Report Details Failures w/ Post Office’s $65M Surveillance Apparatus

'The Postal Service should be focused on delivering the mail on time and on budget, not running a covert surveillance program to monitor political behavior on social media...'

(Ken Silva, Headline USA) The U.S. Postal Inspection Service is attempting to become a quasi-NSA—monitoring Black Lives Matters protestors, J6ers and other political activists—but can’t even track the equipment it uses to engage in that surveillance, according to a recent report from the Postal Service’s inspector general.

The Feb. 13 IG report revealed that the USPIS about 10,000 pieces of law enforcement surveillance equipment valued at over $65 million. Surveillance equipment includes devices that capture communications, visual images, and physical locations, the report said.

When it audited that equipment, the IG found “134 of 404 (33 percent) pieces of electronic surveillance equipment and 464 of 1,238 (37 percent) pieces of technical surveillance equipment that…were either recorded with errors or were not recorded in the inventory management system.”

The IG report serves as a reminder that the USPIS’s controversial social media monitoring program—now known as the “Analytics Team”—is still in operation.  The program was known as the Internet Covert Operations Program, or iCOP, when it was revealed by Yahoo News in 2021.

Rep. Matt Gaetz, R-Fla., introduced legislation last August that would abolish the Analytics Team.
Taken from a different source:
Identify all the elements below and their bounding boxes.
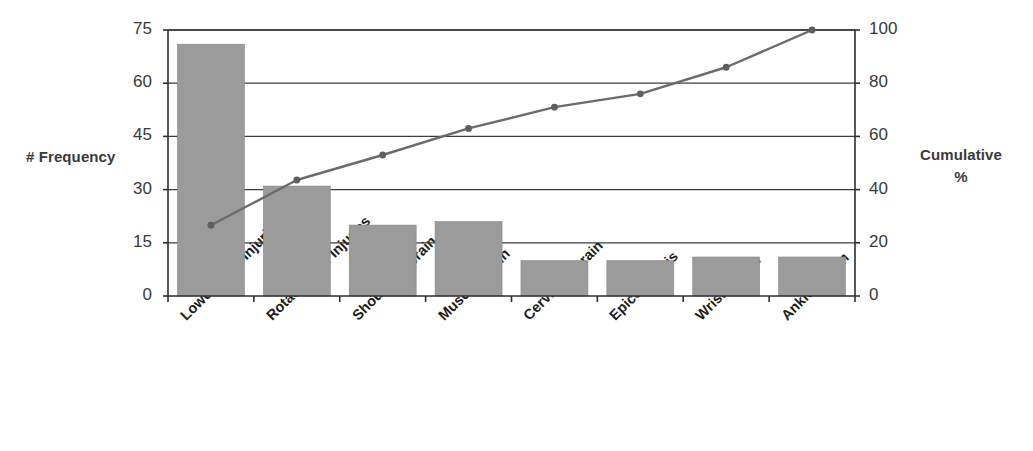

Gaetz’s legislation would prohibit any federal funds, including amounts available in the Postal Service Fund, from being used by USPIS to carry out iCOP, or any other similar program.

“The Postal Service should be focused on delivering the mail on time and on budget, not running a covert surveillance program to monitor political behavior on social media,” Gaetz said in a press release.

“This program is not only outside USPIS’ jurisdiction and infringes on American citizens’ civil liberties but is more evidence of the government-sanctioned spying on its own citizens. Congress must immediately abolish this program.”

In March 2022, the USPS Inspector General released a report stating that “certain proactive searches iCOP conducted using an open-source intelligence tool from February to April 2021 exceed the Postal Inspection Service’s law enforcement authority.”

Postal Police Officers Association President Frank Albergo has also criticized the USPIS for devoting resources to iCOP while cutting back on postal police officer amidst spiking mail theft.

In 2022, 412 USPS letter carriers were robbed on the job, according to a Postal Service press release from earlier this month. Additionally, the agency reported an increase in high volume mail theft incidents from mail receptacles: 38,500 2022 and more than 25,000 in the first half of fiscal year 2023.

“According to the Inspection Service, it has the power to conduct surveillance on every piece of mail but does not have the power to deploy uniformed postal police officers to protect the mail and postal workers,” Albergo told Headline USA in May.

“Can you imagine a law enforcement agency that doesn’t want their uniformed law enforcement officers to enforce the law? Actually, in this day and age, you probably can imagine it.”